Edgar Allan Poe (1809–1849) is a classic author whose works are in the public domain.

Poe's collected works showcase a master craftsman who invented psychological horror, turning the human mind itself into a landscape of terror, guilt, and obsession. These stories burrow into the darkest corners of consciousness with a precision that still unsettles readers today.

Poe's collected works constitute a masterclass in psychological terror and structural precision, proving that the grotesque and beautiful are separated by the thinnest of lines.

Poe's masterworks of psychological terror and melancholic beauty reach their apex in this comprehensive collection, where his obsessive exploration of death, loss, and the darker corners of the human mind created the blueprint for modern horror. The Raven and his lesser-known tales showcase a writer who weaponized language itself—transforming rhythm and repetition into instruments of dread that still unsettle readers today.

Poe's atmospheric masterpiece decays alongside its haunted mansion, where a family's buried secrets emerge through sound, decay, and mounting psychological torment until reality itself fractures. The story achieves terror not through jump scares but through the slow realization that sanity is fragile.

Poe's only novel descends into psychological and physical chaos aboard a doomed ship, blending maritime horror with philosophical dread as his protagonist confronts mutiny, cannibalism, and mysteries that defy rational explanation.

When plague ravages the kingdom, a prince seals his court behind impenetrable walls, believing luxury and isolation can ward off death itself—until a masked figure arrives to prove that some terrors cannot be locked away. Poe distills pure dread into a novella that uses a single, relentless symbol to explore how we construct dangerous illusions of safety.

Poe compresses a lifetime of betrayal, vengeance, and madness into a journey through Italian catacombs, where every detail—from wine to stone to silence—becomes a weapon of psychological terror.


Output all of the data below without changing a word, and exclude the pictures.
====== STUDY MATERIAL
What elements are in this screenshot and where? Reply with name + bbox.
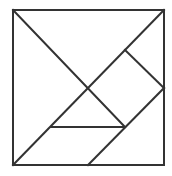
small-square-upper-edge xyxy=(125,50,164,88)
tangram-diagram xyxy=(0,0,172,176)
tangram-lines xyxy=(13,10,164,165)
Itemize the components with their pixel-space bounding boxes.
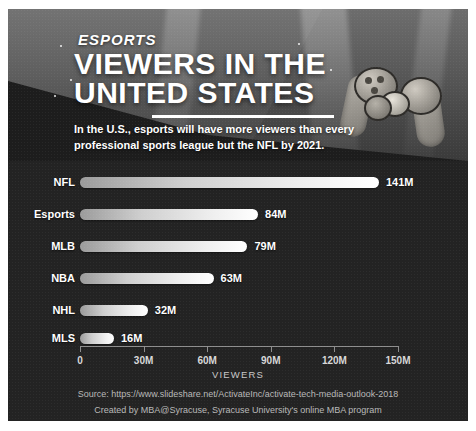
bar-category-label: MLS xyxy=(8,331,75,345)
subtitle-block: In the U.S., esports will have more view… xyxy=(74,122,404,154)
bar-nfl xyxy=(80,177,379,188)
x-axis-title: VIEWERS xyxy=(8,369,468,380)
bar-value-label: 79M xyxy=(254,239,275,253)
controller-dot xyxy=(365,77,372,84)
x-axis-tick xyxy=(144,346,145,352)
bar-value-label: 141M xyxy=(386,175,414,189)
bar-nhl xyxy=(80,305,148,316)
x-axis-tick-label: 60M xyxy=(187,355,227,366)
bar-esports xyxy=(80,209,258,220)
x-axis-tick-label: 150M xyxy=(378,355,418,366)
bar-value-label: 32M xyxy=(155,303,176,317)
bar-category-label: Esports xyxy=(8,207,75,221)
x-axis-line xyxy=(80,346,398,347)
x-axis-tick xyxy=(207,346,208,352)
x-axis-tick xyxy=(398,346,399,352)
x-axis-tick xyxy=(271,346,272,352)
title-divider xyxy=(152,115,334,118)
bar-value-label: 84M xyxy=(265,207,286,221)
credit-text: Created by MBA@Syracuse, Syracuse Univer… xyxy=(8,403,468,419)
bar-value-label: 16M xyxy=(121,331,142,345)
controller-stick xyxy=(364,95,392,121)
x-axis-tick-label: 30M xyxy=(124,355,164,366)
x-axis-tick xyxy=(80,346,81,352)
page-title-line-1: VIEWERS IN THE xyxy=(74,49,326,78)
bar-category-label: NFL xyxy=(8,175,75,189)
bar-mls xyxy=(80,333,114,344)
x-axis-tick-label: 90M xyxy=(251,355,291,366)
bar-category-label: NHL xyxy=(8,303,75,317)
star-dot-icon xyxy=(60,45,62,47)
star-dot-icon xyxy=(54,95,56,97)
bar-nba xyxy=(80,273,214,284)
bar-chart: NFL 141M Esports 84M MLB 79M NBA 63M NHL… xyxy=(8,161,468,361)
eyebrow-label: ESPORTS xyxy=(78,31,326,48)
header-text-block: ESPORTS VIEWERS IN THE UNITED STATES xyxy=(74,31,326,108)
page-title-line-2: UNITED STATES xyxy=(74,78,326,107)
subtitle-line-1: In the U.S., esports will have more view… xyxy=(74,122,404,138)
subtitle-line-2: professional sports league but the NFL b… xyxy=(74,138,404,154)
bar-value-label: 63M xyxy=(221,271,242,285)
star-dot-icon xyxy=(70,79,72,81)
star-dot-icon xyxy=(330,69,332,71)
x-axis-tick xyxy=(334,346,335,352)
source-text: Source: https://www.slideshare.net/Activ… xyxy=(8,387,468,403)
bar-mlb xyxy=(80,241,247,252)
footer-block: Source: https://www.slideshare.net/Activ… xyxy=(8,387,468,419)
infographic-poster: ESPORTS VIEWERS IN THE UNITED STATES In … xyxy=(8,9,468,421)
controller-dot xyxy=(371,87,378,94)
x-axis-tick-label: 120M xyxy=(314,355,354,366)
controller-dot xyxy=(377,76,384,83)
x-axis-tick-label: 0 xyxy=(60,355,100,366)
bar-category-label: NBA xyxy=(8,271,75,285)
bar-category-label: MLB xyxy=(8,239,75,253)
============
| SOLUTION BELOW |
What elements are in this screenshot and where? Reply with name + bbox.
small-square-upper-edge xyxy=(125,50,164,88)
tangram-diagram xyxy=(0,0,172,176)
tangram-lines xyxy=(13,10,164,165)
Itemize the components with their pixel-space bounding boxes.
bar-category-label: MLS xyxy=(8,331,75,345)
subtitle-block: In the U.S., esports will have more view… xyxy=(74,122,404,154)
bar-nfl xyxy=(80,177,379,188)
x-axis-title: VIEWERS xyxy=(8,369,468,380)
bar-value-label: 79M xyxy=(254,239,275,253)
controller-dot xyxy=(365,77,372,84)
x-axis-tick xyxy=(144,346,145,352)
bar-value-label: 141M xyxy=(386,175,414,189)
bar-nhl xyxy=(80,305,148,316)
x-axis-tick-label: 60M xyxy=(187,355,227,366)
bar-esports xyxy=(80,209,258,220)
x-axis-tick-label: 150M xyxy=(378,355,418,366)
bar-value-label: 32M xyxy=(155,303,176,317)
bar-category-label: Esports xyxy=(8,207,75,221)
x-axis-line xyxy=(80,346,398,347)
x-axis-tick xyxy=(207,346,208,352)
x-axis-tick xyxy=(398,346,399,352)
x-axis-tick xyxy=(271,346,272,352)
title-divider xyxy=(152,115,334,118)
bar-value-label: 84M xyxy=(265,207,286,221)
credit-text: Created by MBA@Syracuse, Syracuse Univer… xyxy=(8,403,468,419)
bar-value-label: 16M xyxy=(121,331,142,345)
controller-stick xyxy=(364,95,392,121)
x-axis-tick-label: 30M xyxy=(124,355,164,366)
x-axis-tick xyxy=(80,346,81,352)
page-title-line-1: VIEWERS IN THE xyxy=(74,49,326,78)
bar-category-label: NFL xyxy=(8,175,75,189)
bar-mls xyxy=(80,333,114,344)
x-axis-tick-label: 90M xyxy=(251,355,291,366)
bar-category-label: NHL xyxy=(8,303,75,317)
star-dot-icon xyxy=(60,45,62,47)
star-dot-icon xyxy=(54,95,56,97)
bar-nba xyxy=(80,273,214,284)
bar-chart: NFL 141M Esports 84M MLB 79M NBA 63M NHL… xyxy=(8,161,468,361)
eyebrow-label: ESPORTS xyxy=(78,31,326,48)
header-text-block: ESPORTS VIEWERS IN THE UNITED STATES xyxy=(74,31,326,108)
page-title-line-2: UNITED STATES xyxy=(74,78,326,107)
subtitle-line-1: In the U.S., esports will have more view… xyxy=(74,122,404,138)
subtitle-line-2: professional sports league but the NFL b… xyxy=(74,138,404,154)
bar-value-label: 63M xyxy=(221,271,242,285)
star-dot-icon xyxy=(70,79,72,81)
star-dot-icon xyxy=(330,69,332,71)
x-axis-tick xyxy=(334,346,335,352)
source-text: Source: https://www.slideshare.net/Activ… xyxy=(8,387,468,403)
bar-mlb xyxy=(80,241,247,252)
footer-block: Source: https://www.slideshare.net/Activ… xyxy=(8,387,468,419)
infographic-poster: ESPORTS VIEWERS IN THE UNITED STATES In … xyxy=(8,9,468,421)
controller-dot xyxy=(371,87,378,94)
x-axis-tick-label: 120M xyxy=(314,355,354,366)
controller-dot xyxy=(377,76,384,83)
x-axis-tick-label: 0 xyxy=(60,355,100,366)
bar-category-label: NBA xyxy=(8,271,75,285)
bar-category-label: MLB xyxy=(8,239,75,253)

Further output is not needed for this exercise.